In 2002 two high school seniors published a book that went unnoticed by me until I saw it at the 2014 Benton House book sale. I’m not sure who did notice the book in 2002, but it is a funny bit of business about “real dumb laws.”
“You May Not Tie an Alligator to a Fire Hydrant” is Jeff Koons and Andy Powell’s senior shenanigans. They researched and allegedly verified laws, codes and ordinances that may have been enacted for “very sensible reasons,” but when read under the glow of today’s compact fluorescent light bulbs, they look goofy and sound giggly. For instance: an Alaskan state policy (section 44.62.270) reads, “It is the state policy that emergencies are held to a minimum and are rarely found to exist.” What? The recent Palin family brawl in sight of Russia certainly does not qualify, but what about hurricanes, tornados and tsunamis? No earthquakes, mudslides or ice floe fires up there?
A Kentucky law, passed in 1922 and repealed in 1948, used to require that “all bees entering Kentucky shall be accompanied by certificates of health,” stating that they were disease free. This law may have contributed to the first wave of “bee colony collapses,” what with all those tiny little lanyards dangling from those bee necks, certificates encased in plastic slapping against their bellies in flight. Who can get “bee-zy” dragging around that kind of luggage?
Another Kentucky ordinance regulated my favorite game: pool. “No person owning or controlling a billiard or pool table shall permit … any minor under eighteen (18) … to play” without an ID card with a signature from his parents. “Mom! Going to the pool hall; can you write the note?” And this other gem from Kentucky: “Any person who displays, handles or uses any kind of reptile in connection with any religious service …” is going to get fined. “Pass the collection plate maw; we gonna have to pay for them snakes.”
Now that I’ve taken the obligatory shots at Alaska and Kentucky, let us examine Indiana laws and ordinances. West Lafayette is home to a sizable college institution, is it not? Lots of young people, milling about? Section 45.04 read “No pedestrian shall cross a roadway except by a route at right angles to the curb or by the shortest route to the opposite curb …” If this section has not been repealed or modified, then when I left a Purdue football game with some friends last year and we beat feet in the street any way we could, we were blissfully unaware that we were scofflaws.
A Utah law may have been the model for a similar one in Indiana: section 30-1-1 holds that first cousins can marry provided they are 65 years old, or if only 55, can certify that they cannot reproduce. (As Jack Paar was wont to say, “I kid you not.”) The Indiana statute says nothing about reproduction, but the state’s governmental war against same-sex marriage puts reproduction at the head of the class.
As for the prohibition against tying an alligator to a fire hydrant, the two writers admit that there is no specific prohibition against it, neither in Michigan nor in Louisiana, where it is rumored to have originated. You cannot obstruct a fire hydrant, or tie anything to it, whether object or animal. But they were budding smartypanters, and when they heard of the ordinance they probably said, “Oo, Oo! Good name for a book, right?”
After having giggled and gagged through 157 pages of their “high school thesis,” I am inclined to agree.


Activity
An exact reproduction of the lines below, from the first through the one with "Image is 644x292 pixels.", is the whole answer; pictures have no place in it.

--- Data in this exercise ---

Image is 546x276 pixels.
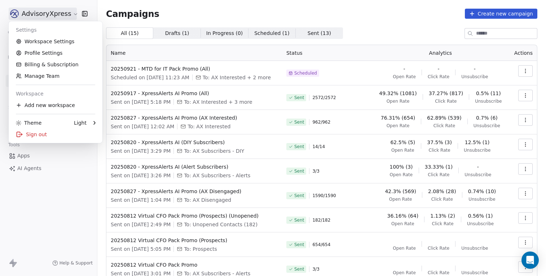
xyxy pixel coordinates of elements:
div: Theme [16,119,42,127]
div: Workspace [12,88,100,100]
div: Settings [12,24,100,36]
div: Sign out [12,129,100,140]
a: Profile Settings [12,47,100,59]
a: Workspace Settings [12,36,100,47]
a: Billing & Subscription [12,59,100,70]
div: Light [74,119,87,127]
div: Add new workspace [12,100,100,111]
a: Manage Team [12,70,100,82]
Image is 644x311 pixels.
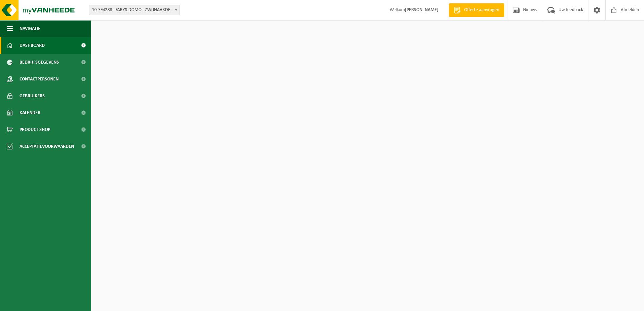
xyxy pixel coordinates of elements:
span: Product Shop [19,121,50,138]
span: Gebruikers [19,88,45,104]
strong: [PERSON_NAME] [405,7,438,13]
span: Contactpersonen [19,71,59,88]
span: Navigatie [19,20,41,37]
span: 10-794288 - FARYS-DOMO - ZWIJNAARDE [89,5,180,15]
span: Kalender [19,104,41,121]
span: Acceptatievoorwaarden [19,138,74,155]
span: Bedrijfsgegevens [19,54,59,71]
a: Offerte aanvragen [449,3,504,17]
span: 10-794288 - FARYS-DOMO - ZWIJNAARDE [89,5,180,15]
span: Dashboard [19,37,45,54]
span: Offerte aanvragen [463,7,501,14]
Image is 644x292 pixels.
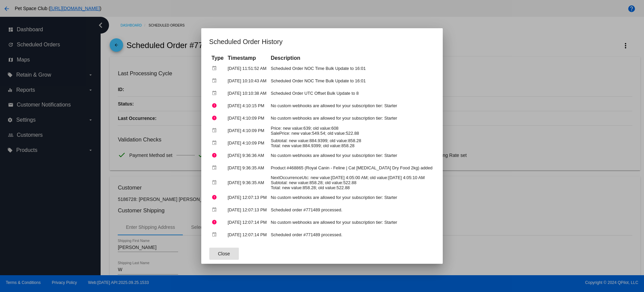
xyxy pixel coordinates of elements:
td: [DATE] 9:36:35 AM [226,162,268,173]
td: [DATE] 12:07:14 PM [226,229,268,240]
td: No custom webhooks are allowed for your subscription tier: Starter [269,241,434,253]
td: [DATE] 12:07:13 PM [226,204,268,216]
mat-icon: error [212,217,220,227]
h1: Scheduled Order History [209,36,435,47]
mat-icon: event [212,75,220,86]
td: [DATE] 10:10:43 AM [226,75,268,87]
td: [DATE] 11:51:52 AM [226,62,268,74]
th: Type [210,54,226,62]
td: Scheduled Order UTC Offset Bulk Update to 8 [269,87,434,99]
mat-icon: event [212,138,220,148]
mat-icon: event [212,88,220,98]
td: [DATE] 4:10:09 PM [226,125,268,136]
td: No custom webhooks are allowed for your subscription tier: Starter [269,112,434,124]
th: Timestamp [226,54,268,62]
td: Scheduled order #771489 processed. [269,229,434,240]
mat-icon: error [212,113,220,123]
td: No custom webhooks are allowed for your subscription tier: Starter [269,191,434,203]
mat-icon: event [212,163,220,173]
mat-icon: error [212,192,220,202]
mat-icon: event [212,204,220,215]
mat-icon: event [212,177,220,188]
td: Scheduled Order NOC Time Bulk Update to 16:01 [269,75,434,87]
td: No custom webhooks are allowed for your subscription tier: Starter [269,100,434,112]
td: [DATE] 10:08:25 AM [226,241,268,253]
mat-icon: event [212,229,220,240]
mat-icon: event [212,63,220,74]
td: No custom webhooks are allowed for your subscription tier: Starter [269,216,434,228]
td: Scheduled Order NOC Time Bulk Update to 16:01 [269,62,434,74]
td: [DATE] 12:07:13 PM [226,191,268,203]
td: Product #468865 (Royal Canin - Feline | Cat [MEDICAL_DATA] Dry Food 2kg) added [269,162,434,173]
span: Close [218,251,230,256]
mat-icon: error [212,242,220,252]
td: NextOccurrenceUtc: new value:[DATE] 4:05:00 AM; old value:[DATE] 4:05:10 AM Subtotal: new value:8... [269,174,434,191]
td: Price: new value:639; old value:608 SalePrice: new value:549.54; old value:522.88 [269,125,434,136]
mat-icon: event [212,125,220,135]
th: Description [269,54,434,62]
td: [DATE] 9:36:36 AM [226,150,268,161]
td: [DATE] 9:36:35 AM [226,174,268,191]
td: Scheduled order #771489 processed. [269,204,434,216]
td: [DATE] 4:10:09 PM [226,112,268,124]
td: Subtotal: new value:884.9399; old value:858.28 Total: new value:884.9399; old value:858.28 [269,137,434,149]
td: [DATE] 10:10:38 AM [226,87,268,99]
td: [DATE] 4:10:09 PM [226,137,268,149]
mat-icon: error [212,100,220,111]
td: [DATE] 4:10:15 PM [226,100,268,112]
mat-icon: error [212,150,220,161]
button: Close dialog [209,247,239,260]
td: [DATE] 12:07:14 PM [226,216,268,228]
td: No custom webhooks are allowed for your subscription tier: Starter [269,150,434,161]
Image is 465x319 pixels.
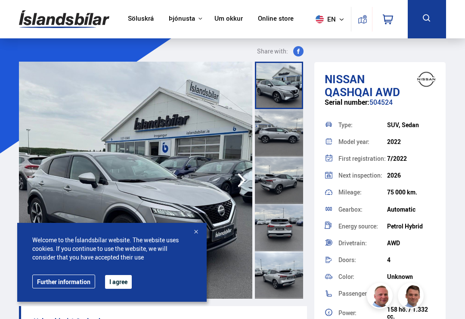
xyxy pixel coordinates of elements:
[339,122,387,128] div: Type:
[249,46,307,56] button: Share with:
[19,5,109,33] img: G0Ugv5HjCgRt.svg
[399,284,425,310] img: FbJEzSuNWCJXmdc-.webp
[128,15,154,24] a: Söluskrá
[387,138,436,145] div: 2022
[169,15,195,23] button: Þjónusta
[339,240,387,246] div: Drivetrain:
[339,257,387,263] div: Doors:
[339,290,387,296] div: Passengers:
[312,15,334,23] span: en
[339,172,387,178] div: Next inspection:
[258,15,294,24] a: Online store
[387,273,436,280] div: Unknown
[387,189,436,196] div: 75 000 km.
[339,139,387,145] div: Model year:
[257,46,288,56] span: Share with:
[32,274,95,288] a: Further information
[325,97,370,107] span: Serial number:
[312,6,351,32] button: en
[387,121,436,128] div: SUV, Sedan
[339,156,387,162] div: First registration:
[325,71,365,87] span: Nissan
[32,236,192,262] span: Welcome to the Íslandsbílar website. The website uses cookies. If you continue to use the website...
[339,274,387,280] div: Color:
[339,310,387,316] div: Power:
[387,155,436,162] div: 7/2022
[339,189,387,195] div: Mileage:
[215,15,243,24] a: Um okkur
[387,206,436,213] div: Automatic
[387,240,436,246] div: AWD
[339,223,387,229] div: Energy source:
[368,284,394,310] img: siFngHWaQ9KaOqBr.png
[105,275,132,289] button: I agree
[414,68,439,90] img: brand logo
[19,62,252,299] img: 3383069.jpeg
[387,256,436,263] div: 4
[325,84,400,100] span: Qashqai AWD
[387,223,436,230] div: Petrol Hybrid
[325,98,436,115] div: 504524
[339,206,387,212] div: Gearbox:
[387,172,436,179] div: 2026
[316,15,324,23] img: svg+xml;base64,PHN2ZyB4bWxucz0iaHR0cDovL3d3dy53My5vcmcvMjAwMC9zdmciIHdpZHRoPSI1MTIiIGhlaWdodD0iNT...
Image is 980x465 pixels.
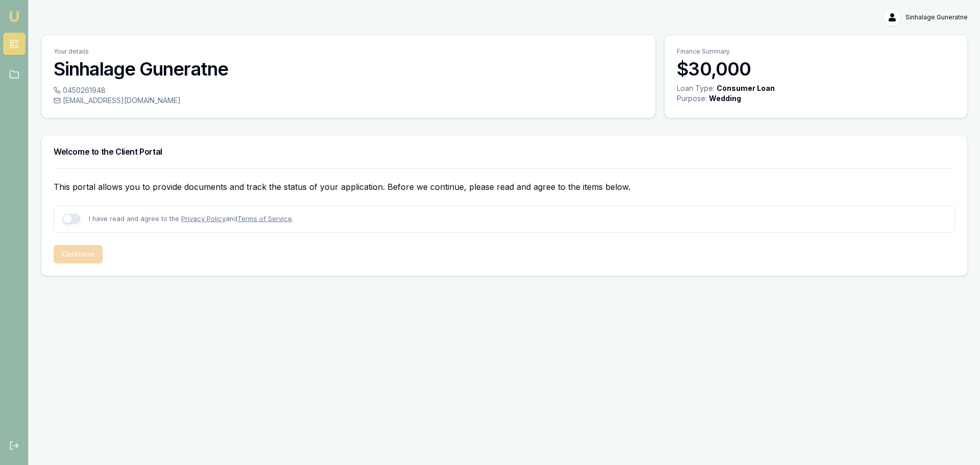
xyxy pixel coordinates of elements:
div: Loan Type: [677,83,714,93]
h3: $30,000 [677,59,955,79]
div: Wedding [709,93,741,104]
p: Your details [54,48,643,55]
img: emu-icon-u.png [8,10,20,23]
div: Consumer Loan [716,83,775,93]
span: 0450261948 [63,85,106,96]
span: Sinhalage Guneratne [905,13,967,22]
p: This portal allows you to provide documents and track the status of your application. Before we c... [54,181,955,193]
a: Privacy Policy [181,214,225,223]
span: [EMAIL_ADDRESS][DOMAIN_NAME] [63,96,181,106]
h3: Welcome to the Client Portal [54,147,955,156]
p: I have read and agree to the and . [89,214,293,224]
div: Purpose: [677,93,707,104]
a: Terms of Service [237,214,291,223]
h3: Sinhalage Guneratne [54,59,643,79]
p: Finance Summary [677,48,955,55]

---

Answer box
Image is 546x276 pixels.
xyxy pixel coordinates of elements:
div: Theme [16,119,42,127]
div: Workspace [12,88,100,100]
div: Settings [12,24,100,36]
div: Sign out [12,129,100,140]
a: Profile Settings [12,47,100,59]
a: Workspace Settings [12,36,100,47]
a: Billing & Subscription [12,59,100,70]
div: Light [74,119,87,127]
div: Add new workspace [12,100,100,111]
a: Manage Team [12,70,100,82]
Image is 644x311 pixels.
xyxy pixel coordinates of elements:
span: Product Shop [19,121,50,138]
span: Gebruikers [19,88,45,104]
strong: [PERSON_NAME] [405,7,438,13]
span: Contactpersonen [19,71,59,88]
span: Navigatie [19,20,41,37]
span: 10-794288 - FARYS-DOMO - ZWIJNAARDE [89,5,180,15]
span: Kalender [19,104,41,121]
span: Acceptatievoorwaarden [19,138,74,155]
span: Bedrijfsgegevens [19,54,59,71]
a: Offerte aanvragen [449,3,504,17]
span: 10-794288 - FARYS-DOMO - ZWIJNAARDE [89,5,180,15]
span: Dashboard [19,37,45,54]
span: Offerte aanvragen [463,7,501,14]
Image is 644x292 pixels.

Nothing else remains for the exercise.